See where those cars are parked at the Tenafly station? That's where the old Public Service (Originally Bergen County Traction Co.) Englewood Line trolleys from the Edgewater Ferry Terminal used to terminate. The line was abandoned in 1937.
http://www.godfatherrails.com/photos/pv.asp?pid=1148
http://www.godfatherrails.com/photos/pv.asp?pid=1149
I couldn't think of whatever current thread would be most appropriate, so I will mention it here. I wanted to make a comment about the Photo of the Day from last week, "Small Town Station Ritual".
I really can't remember anything about railroading before seeing a CPR Combine and Caboose standing in front of our station at Irricana, AB. Sadly, business wasn't usually this good by the time I can remember scenes like this.
Bruce
So shovel the coal, let this rattler roll.
"A Train is a Place Going Somewhere" CP Rail Public Timetable
"O. S. Irricana"
. . . __ . ______
Wanswheel--- You grew up in Davenport, Iowa, or were very familiar with it? Nice station in any case. Long Live the Rock.
AgentKid-- CPR maroon of any type, combine or not, was a fixture across the land, something I thought was eternal.
I would have nominated the Berea depot:
But I'm a bit saddened by it's current status:
Yolks! Yikes! That's about as bad as it can be. Maybe add in a bus with chickens in crates on the roof.
So where are we here? Ohio?
Miningman Davenport, Iowa
Davenport, Iowa
Born there, lived there 6 years. First train trip at age 3, always remembered.
My hometown of Camrose, Alberta boasted three railways and their stations for a time very early on, but of course it was too good to last. First to go was the Grand Trunk Pacific, after the Canadian National merger the ex-GTP line through town was abandoned and trains rerouted to use the ex-CNoR line and station.
Canadian Pacific's original classic wood station lasted until 1956 (a few years before passenger service ended), when it was replaced with a brick-shaped cinder block building similar to an Amshack (CP was ahead of the times?). That building has since been demolished too, small photos of both are on this site:
http://forthjunction.ca/cpr-stations.htm
The ex-Canadian Northern (later CN) station has been far more fortunate, it saw passenger service until 1980 and today has been beautifully restored into a museum:
The last passenger service was CN/VIA's central Alberta dayliners to Calgary and Drumheller (the ex-CP Edmonton-Calgary dayliner did not go through Camrose, and lasted until 1985). The train would leave Edmonton with two budd cars, which would be split at Camrose with one following the ex-GTP line to Mirror and Calgary, and the other taking the ex-CNoR line through Stettler and Big Valley to Drumheller.

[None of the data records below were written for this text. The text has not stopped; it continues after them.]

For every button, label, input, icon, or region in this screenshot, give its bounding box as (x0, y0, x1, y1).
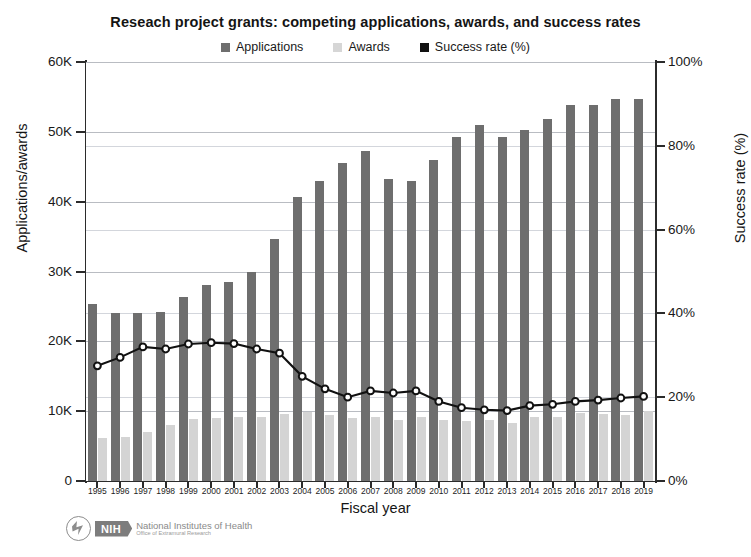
y-tick-label-right: 20% (668, 389, 695, 404)
legend-label-awards: Awards (348, 40, 389, 54)
chart-legend: Applications Awards Success rate (%) (0, 40, 751, 54)
y-tick-label-right: 80% (668, 138, 695, 153)
y-tick-label-left: 10K (28, 403, 72, 418)
legend-item-awards: Awards (333, 40, 389, 54)
y-tick-label-left: 20K (28, 333, 72, 348)
legend-label-success-rate: Success rate (%) (435, 40, 530, 54)
x-tick-label: 2019 (631, 486, 657, 496)
success-rate-marker (413, 388, 420, 395)
success-rate-marker (299, 373, 306, 380)
success-rate-marker (344, 394, 351, 401)
legend-item-success-rate: Success rate (%) (420, 40, 530, 54)
success-rate-marker (253, 346, 260, 353)
legend-item-applications: Applications (221, 40, 303, 54)
success-rate-line (97, 343, 643, 411)
legend-swatch-applications (221, 43, 230, 52)
y-tick-left (76, 480, 86, 482)
y-axis-left-title: Applications/awards (14, 78, 30, 298)
legend-swatch-awards (333, 43, 342, 52)
success-rate-marker (117, 354, 124, 361)
x-axis-title: Fiscal year (0, 500, 751, 516)
y-tick-label-left: 30K (28, 264, 72, 279)
success-rate-marker (322, 385, 329, 392)
y-axis-right-title: Success rate (%) (732, 78, 748, 298)
y-tick-right (655, 312, 665, 314)
y-tick-label-right: 100% (668, 54, 703, 69)
success-rate-marker (458, 404, 465, 411)
y-tick-left (76, 410, 86, 412)
success-rate-marker (208, 339, 215, 346)
success-rate-marker (572, 398, 579, 405)
success-rate-marker (526, 402, 533, 409)
legend-swatch-success-rate (420, 43, 429, 52)
success-rate-marker (390, 390, 397, 397)
success-rate-marker (162, 346, 169, 353)
y-tick-left (76, 201, 86, 203)
success-rate-marker (640, 393, 647, 400)
nih-logo-line2: Office of Extramural Research (136, 531, 252, 537)
chart-title: Reseach project grants: competing applic… (0, 14, 751, 30)
success-rate-marker (276, 350, 283, 357)
y-tick-left (76, 340, 86, 342)
y-tick-right (655, 480, 665, 482)
y-tick-right (655, 61, 665, 63)
y-axis-right-line (655, 60, 657, 483)
success-rate-marker (504, 407, 511, 414)
chart-page: Reseach project grants: competing applic… (0, 0, 751, 557)
y-tick-label-left: 0 (28, 473, 72, 488)
plot-area (86, 62, 655, 481)
y-tick-left (76, 61, 86, 63)
y-tick-label-left: 50K (28, 124, 72, 139)
y-tick-left (76, 131, 86, 133)
success-rate-marker (435, 398, 442, 405)
y-tick-right (655, 396, 665, 398)
success-rate-marker (367, 388, 374, 395)
success-rate-marker (94, 362, 101, 369)
y-tick-label-right: 60% (668, 222, 695, 237)
nih-logo: NIH National Institutes of Health Office… (66, 516, 252, 541)
success-rate-line-layer (86, 62, 655, 481)
y-tick-label-left: 60K (28, 54, 72, 69)
y-tick-left (76, 271, 86, 273)
success-rate-marker (231, 340, 238, 347)
success-rate-marker (618, 395, 625, 402)
y-tick-right (655, 229, 665, 231)
y-tick-right (655, 145, 665, 147)
nih-logo-text: National Institutes of Health Office of … (136, 521, 252, 537)
legend-label-applications: Applications (236, 40, 303, 54)
y-tick-label-right: 40% (668, 305, 695, 320)
nih-emblem-icon (66, 516, 91, 541)
y-tick-label-left: 40K (28, 194, 72, 209)
y-tick-label-right: 0% (668, 473, 688, 488)
nih-badge: NIH (95, 521, 132, 537)
success-rate-marker (481, 406, 488, 413)
success-rate-marker (185, 341, 192, 348)
success-rate-marker (595, 397, 602, 404)
success-rate-marker (549, 401, 556, 408)
success-rate-marker (140, 344, 147, 351)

Due to the late end of this passenger service multiple stations have survived in good condition, and have been restored by the Canadian Northern Society:
http://canadiannorthern.ca/
The stations at Stettler and Big Valley are still used by summer excursion trains operated by the Alberta Prairie Railway. An excellent outing if you ever have a summer day to spend in central Alberta.
Greetings from Alberta
-an Articulate Malcontent
Sude, that's a lovely station. Did the agent and his family live upstairs?